Here’s an enlightening, in-depth interview with Jimmy Page, from Uncut’s May 2005 (Take 96) issue, taking in everything from the Grammy Awards to what it’s like being the keeper of the Led Zeppelin flame. Words: Nigel Williamson _____________________ Monday, February 14, 2005. It’s the morn...
Unlike Plant, he hasn’t made a string of solo albums. Instead, when the singer made clear his reluctance to continue touring with the former Zeppelin guitarist following their temporary late-’90s reunion, Page took to the road playing Zep songs with The Black Crowes.
In talking to him, it swiftly becomes obvious why he was so delighted with the Grammy. Now 61, slightly less than one-fifth of his life was spent in Led Zeppelin. But he clearly does regard those dozen years as his lifetime’s achievement.
In fact, long before Led Zeppelin, Jimmy Page had already enjoyed a music career that would have been sufficient to earn him a place in the rock history books. Indeed, when he first joined forces with Plant in the summer of 1968, the contrast between them could hardly have been greater. By his own admission, Plant was a 19-year-old ingénue whose nascent singing career was going nowhere fast – so much so that he’d been reduced to laying tarmac to pay the rent and was thinking of resuming his training as an articled clerk with a Midlands chartered accountant. Page was only four-and-a-half-years older, but in terms of experience it might as well have been half a lifetime. Growing up in the same triangle of the Surrey stockbroker belt that produced Eric Clapton and Jeff Beck, Page was playing an electric guitar before the ’50s were over. By the time he was 17, he was already famous on the London music scene as the hottest young guitar slinger in town, long before anyone had heard of either of his Surrey compatriots.
His first studio session was playing on “Diamonds” with two former members of The Shadows, Jet Harris and Tony Meehan. It was also Page’s first No 1, topping the British charts in January 1963.
After that, he became the first name that stellar producers such as Shel Talmy, Andrew Loog Oldham and Mickie Most called on when they had a hit to record. Among those whose records Page’s guitar graced were Them (“Here Comes The Night”), The Who (“Can’t Explain”), Lulu (“Shout”), Tom Jones, Donovan (“Hurdy Gurdy Man”), Herman’s Hermits (“I’m Into Something Good”), The Kinks (“You Really Got Me”), Chris Farlowe (“Out Of Time”), and even Val Doonican (“Walk Tall”).
By early 1965, round about the same time an awestruck teenage Robert Plant was seeing Sonny Boy Williamson at Birmingham Town Hall and sneaking backstage to nick one of his harmonicas, the 21-year-old Page was actually recording with the blues legend in a London studio. That same year, he was invited to replace Clapton in The Yardbirds. As he was making far more money playing sessions, he turned down the gig and recommended his mate Jeff Beck, taking up a post as a staff producer on Oldham’s Immediate Records instead. He ended up producing tracks for John Mayall’s Bluesbreakers, whose lineup by then featured Clapton.
In short, he was, as Stephen Davis put it in Hammer Of The Gods, “The wise hack of the pop world, a consummate pro making a fortune while the rest of his generation of English musicians toiled for little money.” Yet Page was also growing increasingly dissatisfied with playing anonymously on other people’s records, and when he was asked a second time to join The Yardbirds in 1966, he agreed, even though the invitation was initially to play bass, before he switched to a dual lead guitar role alongside Beck.
By that time, The Yardbirds had already passed their zenith and, as early as late 1966, Page and Beck were talking about a new band that was to include another well-known London sessioner, John Paul Jones, on bass. Steve Marriott and Steve Winwood were both approached to fill the vocalist spot. In the end, it never happened but, as Page explains below, the idea became the prototype of the band that he would eventually put together with the assistance of new manager Peter Grant when The Yardbirds finally disintegrated in the summer of 1968.
What happened next was either fate or simply a slice of extraordinary luck. Singer Terry Reid, who Page had got to know on a ‘British Invasion’ package tour of America, was approached to join the new band and declined the invitation, but recommended his old Midlands mucker instead.
Unconvinced by the Buffalo Springfield covers Plant was singing with his then band, it took a musical bonding session over a mutual love of the blues at Page’s Pangbourne home on the Thames before the guitarist was convinced he’d found a singer with the right alchemy to realise his vision.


What is being asked – Word for word, give the data again without its pictures.

Input for this task –
--------------------

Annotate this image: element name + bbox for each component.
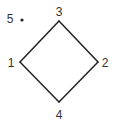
edge-4-1 (20, 62, 59, 102)
vertex-label-2: 2 (102, 57, 109, 69)
edge-2-4 (59, 62, 98, 102)
edge-3-2 (59, 21, 98, 62)
edge-1-3 (20, 21, 59, 62)
vertex-label-4: 4 (56, 109, 63, 121)
vertex-label-3: 3 (56, 6, 63, 18)
vertex-5-dot (20, 18, 23, 21)
vertex-label-5: 5 (7, 13, 14, 25)
vertex-label-1: 1 (8, 57, 15, 69)
graph-diagram: 5 3 1 2 4 (0, 0, 114, 126)
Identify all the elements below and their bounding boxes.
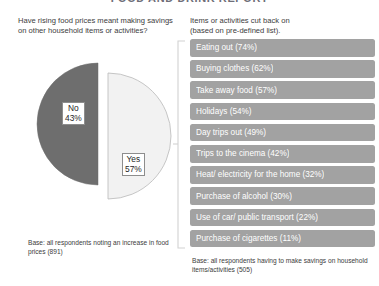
bar-label: Day trips out (49%) xyxy=(196,128,266,137)
pie-chart-svg xyxy=(18,58,186,208)
pie-label-no-value: 43% xyxy=(65,114,82,124)
bar-label: Buying clothes (62%) xyxy=(196,64,273,73)
bar-list-header: Items or activities cut back on (based o… xyxy=(190,16,374,37)
pie-label-yes-value: 57% xyxy=(125,165,142,175)
bar-label: Use of car/ public transport (22%) xyxy=(196,213,318,222)
bar-row[interactable]: Take away food (57%) xyxy=(190,81,375,99)
bar-label: Take away food (57%) xyxy=(196,86,277,95)
bar-label: Holidays (54%) xyxy=(196,107,252,116)
bar-list-panel: Items or activities cut back on (based o… xyxy=(190,16,376,280)
pie-chart-panel: Have rising food prices meant making sav… xyxy=(18,16,186,280)
bar-label: Trips to the cinema (42%) xyxy=(196,149,289,158)
bar-row[interactable]: Day trips out (49%) xyxy=(190,124,375,142)
slide-body: Have rising food prices meant making sav… xyxy=(0,0,379,286)
pie-label-no: No 43% xyxy=(62,102,85,125)
pie-question-text: Have rising food prices meant making sav… xyxy=(18,16,183,37)
bar-label: Purchase of cigarettes (11%) xyxy=(196,234,301,243)
bar-label: Purchase of alcohol (30%) xyxy=(196,192,292,201)
bar-row[interactable]: Purchase of cigarettes (11%) xyxy=(190,230,375,248)
bar-row[interactable]: Holidays (54%) xyxy=(190,103,375,121)
bar-list-base-note: Base: all respondents having to make sav… xyxy=(192,256,376,274)
pie-slice-yes[interactable] xyxy=(108,73,171,199)
bar-row[interactable]: Heat/ electricity for the home (32%) xyxy=(190,166,375,184)
bar-label: Heat/ electricity for the home (32%) xyxy=(196,170,324,179)
pie-chart: No 43% Yes 57% xyxy=(18,58,186,208)
pie-label-yes: Yes 57% xyxy=(122,153,145,176)
bar-list: Eating out (74%) Buying clothes (62%) Ta… xyxy=(190,39,376,251)
bar-row[interactable]: Buying clothes (62%) xyxy=(190,60,375,78)
pie-base-note: Base: all respondents noting an increase… xyxy=(28,238,188,256)
bar-row[interactable]: Use of car/ public transport (22%) xyxy=(190,209,375,227)
callout-bracket-icon xyxy=(173,40,187,249)
bar-row[interactable]: Trips to the cinema (42%) xyxy=(190,145,375,163)
bar-row[interactable]: Purchase of alcohol (30%) xyxy=(190,187,375,205)
bar-list-header-line1: Items or activities cut back on xyxy=(190,16,374,26)
bar-row[interactable]: Eating out (74%) xyxy=(190,39,375,57)
bar-list-header-line2: (based on pre-defined list). xyxy=(190,26,374,36)
bar-label: Eating out (74%) xyxy=(196,43,257,52)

--------------------

Task answer –
Annotate this image: element name + bbox for each component.
edge-4-1 (20, 62, 59, 102)
vertex-label-2: 2 (102, 57, 109, 69)
edge-2-4 (59, 62, 98, 102)
edge-3-2 (59, 21, 98, 62)
edge-1-3 (20, 21, 59, 62)
vertex-label-4: 4 (56, 109, 63, 121)
vertex-label-3: 3 (56, 6, 63, 18)
vertex-5-dot (20, 18, 23, 21)
vertex-label-5: 5 (7, 13, 14, 25)
vertex-label-1: 1 (8, 57, 15, 69)
graph-diagram: 5 3 1 2 4 (0, 0, 114, 126)
Identify all the elements below and their bounding boxes.
bar-label: Day trips out (49%) xyxy=(196,128,266,137)
pie-chart-svg xyxy=(18,58,186,208)
pie-label-no-value: 43% xyxy=(65,114,82,124)
bar-label: Buying clothes (62%) xyxy=(196,64,273,73)
bar-list-header: Items or activities cut back on (based o… xyxy=(190,16,374,37)
pie-label-yes-value: 57% xyxy=(125,165,142,175)
bar-label: Use of car/ public transport (22%) xyxy=(196,213,318,222)
bar-row[interactable]: Take away food (57%) xyxy=(190,81,375,99)
bar-label: Take away food (57%) xyxy=(196,86,277,95)
bar-label: Holidays (54%) xyxy=(196,107,252,116)
bar-list-panel: Items or activities cut back on (based o… xyxy=(190,16,376,280)
pie-chart-panel: Have rising food prices meant making sav… xyxy=(18,16,186,280)
bar-label: Trips to the cinema (42%) xyxy=(196,149,289,158)
bar-row[interactable]: Day trips out (49%) xyxy=(190,124,375,142)
slide-body: Have rising food prices meant making sav… xyxy=(0,0,379,286)
pie-label-no: No 43% xyxy=(62,102,85,125)
pie-question-text: Have rising food prices meant making sav… xyxy=(18,16,183,37)
bar-label: Purchase of cigarettes (11%) xyxy=(196,234,301,243)
bar-label: Purchase of alcohol (30%) xyxy=(196,192,292,201)
bar-row[interactable]: Purchase of cigarettes (11%) xyxy=(190,230,375,248)
bar-row[interactable]: Holidays (54%) xyxy=(190,103,375,121)
bar-list-base-note: Base: all respondents having to make sav… xyxy=(192,256,376,274)
pie-slice-yes[interactable] xyxy=(108,73,171,199)
bar-row[interactable]: Heat/ electricity for the home (32%) xyxy=(190,166,375,184)
bar-label: Heat/ electricity for the home (32%) xyxy=(196,170,324,179)
pie-chart: No 43% Yes 57% xyxy=(18,58,186,208)
pie-label-yes: Yes 57% xyxy=(122,153,145,176)
bar-list: Eating out (74%) Buying clothes (62%) Ta… xyxy=(190,39,376,251)
bar-row[interactable]: Buying clothes (62%) xyxy=(190,60,375,78)
pie-base-note: Base: all respondents noting an increase… xyxy=(28,238,188,256)
bar-row[interactable]: Use of car/ public transport (22%) xyxy=(190,209,375,227)
callout-bracket-icon xyxy=(173,40,187,249)
bar-row[interactable]: Trips to the cinema (42%) xyxy=(190,145,375,163)
bar-row[interactable]: Purchase of alcohol (30%) xyxy=(190,187,375,205)
bar-list-header-line1: Items or activities cut back on xyxy=(190,16,374,26)
bar-row[interactable]: Eating out (74%) xyxy=(190,39,375,57)
bar-list-header-line2: (based on pre-defined list). xyxy=(190,26,374,36)
bar-label: Eating out (74%) xyxy=(196,43,257,52)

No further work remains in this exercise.